Vancouver has been the victim of the "boom years." Under the spell of that "get-rich-quick" impulse, it outgrew its strength. It is getting over that debility now (and perhaps, after all, the "boomsters" were right, if their method was anticipatory) and a fine strength is coming to it. When conditions ease and requisitioned shipping returns to its wharves, and its own building yards make up the lacking keels, it should climb steadily to its right position as one of the greatest ports in the British Empire.
II
Vancouver, as it is today, is a peculiarly British town. Its climate is rather British, for its winter season has a great deal of rain where other parts of Canada have snow, and its climate is Britishly warm and soft. It attracts, too, a great many settlers from home, its newspapers print more British news than one usually finds in Canadian papers (excepting such great Eastern papers as, for instance, The Montreal Gazette), and its atmosphere, while genuinely Canadian, has an English tone.
There is not a little of America, too, in its air, for great American towns like Seattle are very close across the border—in fact one can take a "jitney" to the United States as an ordinary item of sightseeing. Under these circumstances it was not unnatural that there should be an interesting touch of America in the day's functions.
The big United States battleship New Mexico and some destroyers were lying in the harbour, and part of the Prince's program was to have visited Admiral Rodman, who commanded. The ships, however, were in quarantine, and this visit had to be put off, though the Admiral himself was a guest at the brilliant luncheon in the attractive Vancouver Hotel, when representatives from every branch of civic life in greater Vancouver came together to meet the Prince.
In his speech the Prince made direct reference to the American Navy, and to the splendid work it had accomplished in the war. He spoke first of Vancouver, and its position, now and in the future, as one of the greatest bases of British sea power. Vancouver, he explained, also brought him nearer to those other great countries in the British Dominions, Australia and New Zealand, and it seemed to him it was a fitting link in the chain of unity and co-operation—a chain made more firm by the war—that the British Empire stretched round the world. It was a chain, he felt, of kindred races inspired by kindred ideals. Such ideals were made more apparent by the recent and lamented death of that great man, General Botha, who, from being an Africander leader in the war against the British eighteen years ago, had yet lived to be one of the British signatories at the Treaty of Versailles. Nothing else could express so significantly the breadth, justice and generosity of the British spirit and cause.
Turning to Admiral Rodman, he went on to say that he felt that that spirit had its kinship in America, whose Admiral had served with the Grand Fleet. Of the value of the work those American ships under Admiral Rodman did, there could be no doubt. He had helped the Allies with a most magnificent and efficient unit.
At no other place had the response exceeded the warmth shown that day. The Prince's manner had been direct and statesmanlike, each of his points was clearly uttered, and the audience showed a keen quickness in picking them up.
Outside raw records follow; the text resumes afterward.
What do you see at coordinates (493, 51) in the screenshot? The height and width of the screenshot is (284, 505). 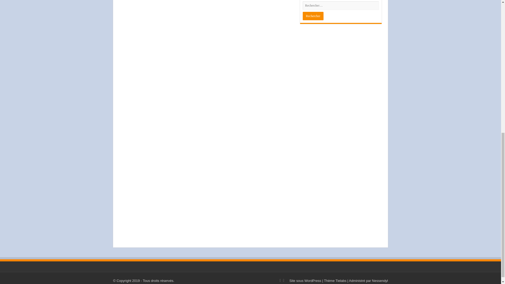 I see `Scroll To Top` at bounding box center [493, 51].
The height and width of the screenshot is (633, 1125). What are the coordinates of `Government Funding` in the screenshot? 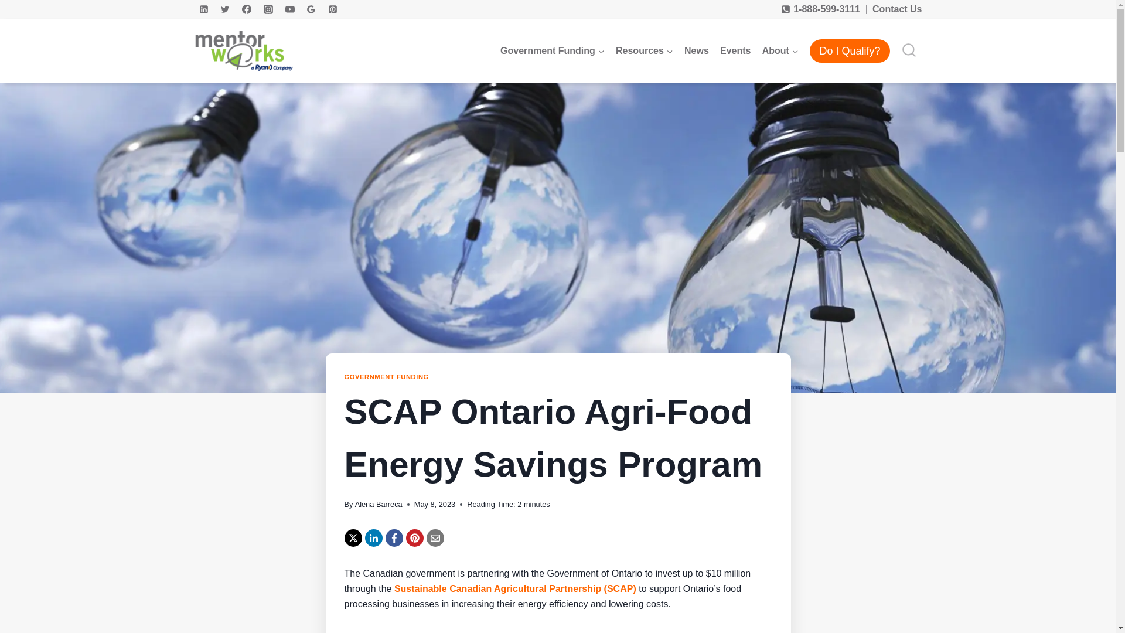 It's located at (552, 51).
Admiral Rodman, a heavily-built figure, with the American light, dryness of wit, gave a new synonym for the word "Allies"; to him that word meant "Victory." It was the combination of every effort of every Ally that had won the war. Yet, at the same time, practical experience had taught him to feel that if it had not been for the way the Grand Fleet had done its duty from the very outset, the result of the war would have been diametrically opposite. Feelingly, he described his service with the Grand Fleet. He had placed himself unreservedly under the command of the British from the moment he had entered European waters, yet so complete was the co-operation between British and Americans that he often took command of British units. The splendid war experience had done much to draw the great Anglo-Saxon nations together. Their years together had ripened into friendship, then into comradeship, then into brotherhood. And that brotherhood he wished to see enduring, so that if ever the occasion should again arise all men of Anglo-Saxon strain should stand together.
There was real warmth of enthusiasm as the Admiral spoke. Those present, whose homes are close to those of their American neighbours living across a frontier without fortifications, in themselves appreciated the essential sympathy that exists between the two great nations. When the Admiral conveyed to the Prince a warm invitation to visit the United States, this enthusiasm reached its highest point. It was, in its way, an international lunch, and a happy one.